When discussing the problem of service discovery, one architectural practice
that caught my attention was that of running HAProxy on all servers and
having applications talk to localhost
with the load balancer configuration
determining where services currently reside. A few people seemed to be using
this pattern (and some cited Airbnb’s Synapse) though the
difficulty of debugging network traffic and managing health checks coming from
every server were mentioned as downsides.
Surviving a DDoS Attack
The discussion of this topic was obviously a little more sensitive than most but the general recommendations were to use a content delivery network such as Fastly to immediate drop all attacks below Layer 7 and use services such as Prolexic and intrusion detection systems such as Snort.

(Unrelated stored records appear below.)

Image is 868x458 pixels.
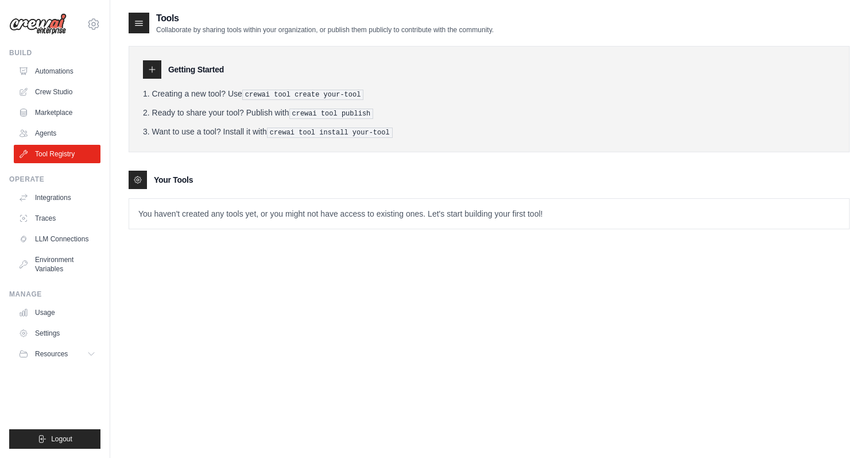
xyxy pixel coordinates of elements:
a: Settings [14,324,100,342]
h3: Your Tools [154,174,192,185]
div: Manage [9,289,100,299]
button: Resources [14,345,100,363]
h3: Getting Started [168,63,224,76]
a: Agents [14,124,100,142]
pre: crewai tool publish [289,108,373,119]
span: Logout [51,434,72,443]
img: Logo [9,13,67,35]
a: Usage [14,303,100,322]
button: Logout [9,429,100,448]
li: Creating a new tool? Use [143,88,835,100]
li: Ready to share your tool? Publish with [143,106,835,119]
a: LLM Connections [14,229,100,248]
a: Traces [14,209,100,228]
div: Operate [9,175,100,184]
span: Resources [35,349,68,359]
iframe: Chat Widget [810,403,868,458]
a: Crew Studio [14,83,100,101]
a: Integrations [14,188,100,207]
p: Collaborate by sharing tools within your organization, or publish them publicly to contribute wit... [156,25,494,34]
p: You haven't created any tools yet, or you might not have access to existing ones. Let's start bui... [129,199,849,229]
h2: Tools [156,11,494,25]
pre: crewai tool install your-tool [267,127,393,138]
a: Marketplace [14,104,100,121]
a: Automations [14,62,100,80]
a: Environment Variables [14,251,100,278]
div: Build [9,48,100,57]
pre: crewai tool create your-tool [242,90,364,100]
li: Want to use a tool? Install it with [143,126,835,138]
a: Tool Registry [14,145,100,163]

Ultimately, the most sophisticated attacks are extremely difficult to distinguish from normal user behaviour though these are fortunately rare with most attacks being easy to detect. That said, there seemed to be no fully automated way to deal with an attack and human intervention is currently required.
Linux Containers
The last and most popular session I attended was that on Linux containers with Docker being the impetus but LXC and Solaris Zones also being discussed.

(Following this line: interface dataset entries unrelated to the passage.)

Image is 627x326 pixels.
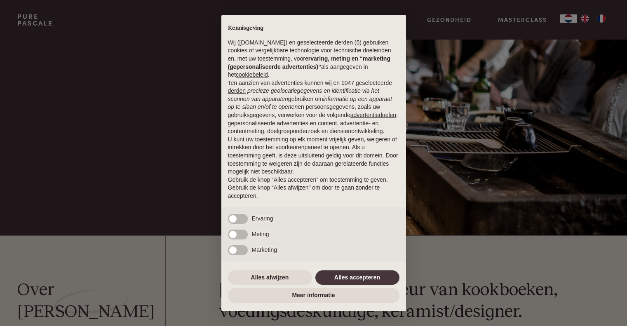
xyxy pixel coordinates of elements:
[236,71,268,78] a: cookiebeleid
[228,55,390,70] strong: ervaring, meting en “marketing (gepersonaliseerde advertenties)”
[228,136,399,176] p: U kunt uw toestemming op elk moment vrijelijk geven, weigeren of intrekken door het voorkeurenpan...
[252,246,277,253] span: Marketing
[228,87,379,102] em: precieze geolocatiegegevens en identificatie via het scannen van apparaten
[228,288,399,303] button: Meer informatie
[228,176,399,200] p: Gebruik de knop “Alles accepteren” om toestemming te geven. Gebruik de knop “Alles afwijzen” om d...
[228,39,399,79] p: Wij ([DOMAIN_NAME]) en geselecteerde derden (5) gebruiken cookies of vergelijkbare technologie vo...
[228,79,399,136] p: Ten aanzien van advertenties kunnen wij en 1047 geselecteerde gebruiken om en persoonsgegevens, z...
[350,111,396,119] button: advertentiedoelen
[228,96,392,110] em: informatie op een apparaat op te slaan en/of te openen
[228,87,246,95] button: derden
[228,270,312,285] button: Alles afwijzen
[252,231,269,237] span: Meting
[228,25,399,32] h2: Kennisgeving
[315,270,399,285] button: Alles accepteren
[252,215,273,222] span: Ervaring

There was a lot of interest in the promise of containers as a way of providing isolation with less of a performance penalty than fully virtual machines but startlingly few people were using them in production. A few people were using them during continuous integration and to build packages for multiple operating systems extremely quickly but most people were still experimenting.

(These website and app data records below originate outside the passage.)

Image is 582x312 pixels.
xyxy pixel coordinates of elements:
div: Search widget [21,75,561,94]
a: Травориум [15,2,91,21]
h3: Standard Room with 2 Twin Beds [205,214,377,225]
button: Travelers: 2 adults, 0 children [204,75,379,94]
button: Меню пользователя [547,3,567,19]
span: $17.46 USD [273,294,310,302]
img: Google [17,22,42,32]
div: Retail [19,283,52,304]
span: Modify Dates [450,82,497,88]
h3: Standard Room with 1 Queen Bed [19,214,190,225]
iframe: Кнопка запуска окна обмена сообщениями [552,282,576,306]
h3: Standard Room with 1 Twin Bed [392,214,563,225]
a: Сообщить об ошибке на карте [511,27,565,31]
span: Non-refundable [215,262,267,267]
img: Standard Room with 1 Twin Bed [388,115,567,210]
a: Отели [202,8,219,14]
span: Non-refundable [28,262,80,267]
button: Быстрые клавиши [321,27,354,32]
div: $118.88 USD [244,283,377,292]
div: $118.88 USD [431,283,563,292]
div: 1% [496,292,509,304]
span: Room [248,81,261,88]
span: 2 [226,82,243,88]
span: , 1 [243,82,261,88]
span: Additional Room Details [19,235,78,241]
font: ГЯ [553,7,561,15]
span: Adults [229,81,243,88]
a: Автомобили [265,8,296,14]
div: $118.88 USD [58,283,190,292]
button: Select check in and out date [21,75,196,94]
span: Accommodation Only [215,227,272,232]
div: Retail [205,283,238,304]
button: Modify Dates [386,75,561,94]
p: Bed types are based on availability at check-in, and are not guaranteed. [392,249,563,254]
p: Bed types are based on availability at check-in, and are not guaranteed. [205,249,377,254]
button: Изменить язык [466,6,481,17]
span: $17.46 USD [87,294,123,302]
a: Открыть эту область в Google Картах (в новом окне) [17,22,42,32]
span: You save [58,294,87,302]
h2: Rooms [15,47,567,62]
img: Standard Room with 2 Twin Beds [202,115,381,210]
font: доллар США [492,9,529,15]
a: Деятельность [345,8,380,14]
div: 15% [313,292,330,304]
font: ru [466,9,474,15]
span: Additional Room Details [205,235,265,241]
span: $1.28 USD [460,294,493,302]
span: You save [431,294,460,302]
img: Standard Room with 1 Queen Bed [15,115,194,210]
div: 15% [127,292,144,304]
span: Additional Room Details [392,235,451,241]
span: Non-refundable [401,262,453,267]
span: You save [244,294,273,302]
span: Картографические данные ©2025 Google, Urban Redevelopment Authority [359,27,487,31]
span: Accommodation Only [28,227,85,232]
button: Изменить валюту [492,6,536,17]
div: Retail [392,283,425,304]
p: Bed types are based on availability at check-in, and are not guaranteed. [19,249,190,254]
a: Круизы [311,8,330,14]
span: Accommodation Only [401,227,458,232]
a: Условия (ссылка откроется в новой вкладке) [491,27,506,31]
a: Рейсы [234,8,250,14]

The current best practice seemed to be using a container to run a single process (e.g. one container for nginx and one for php-fpm) though it wasn’t explored what benefits this gives.
One appealing use of containers seemed to be encouraging the Immutable Server pattern where persistent data is separated from application servers and configuration management is eschewed in favour of disposable instances: e.g. if you want to upgrade a package, simply build a new container with the change, spin it up and kill the old instances (this reminded me of Adrian Holovaty’s move to AWS from Heroku).
There was a brief discussion on service discovery in the face of many containers with some success using Hipache instead of using the HAProxy/Synapse approach mentioned in the earlier “Visibility of Infrastructure” session. For further production use, Mesos and Marathon seemed to be the technologies to watch.
In general, everyone seemed quite excited about the potential of containers but it is still very young with little tooling available. At the very least, it made me want to join the cabal of people toying with Docker in my spare time.
Conclusions
In general, there was a strong theme of small, composable services (perhaps in containers) and a particularly impressive demonstration of deploying an application server in minutes to something resembling a private Heroku by using Dokku.
As with the last Scale Camp, it did feel like absolutely everyone is using AWS though there were some, like myself, with a mix of hosting providers. Amongst those not entirely in the cloud, there was some fondness for OpenStack.
Besides the aforementioned renewed vigor to pursue SOA, I was convinced by a
discussion between sessions to make better use of DNS as a means of
service discovery: e.g. instead of specifying the location of your MySQL
cluster by managing configuration files with Chef, simply hardcode the
location as mysql.service
and then use an internal DNS server to resolve
that as needed (even allowing for test environments to resolve to a different
location). This separation of service location from application configuration
seems obvious but I have long coupled such things in the past and used
configuration management to work around it.
If you are at all interested in any of the above or just want to sit in a room and hear tales of scaling woe, I heartily recommend attending the next Scale Summit.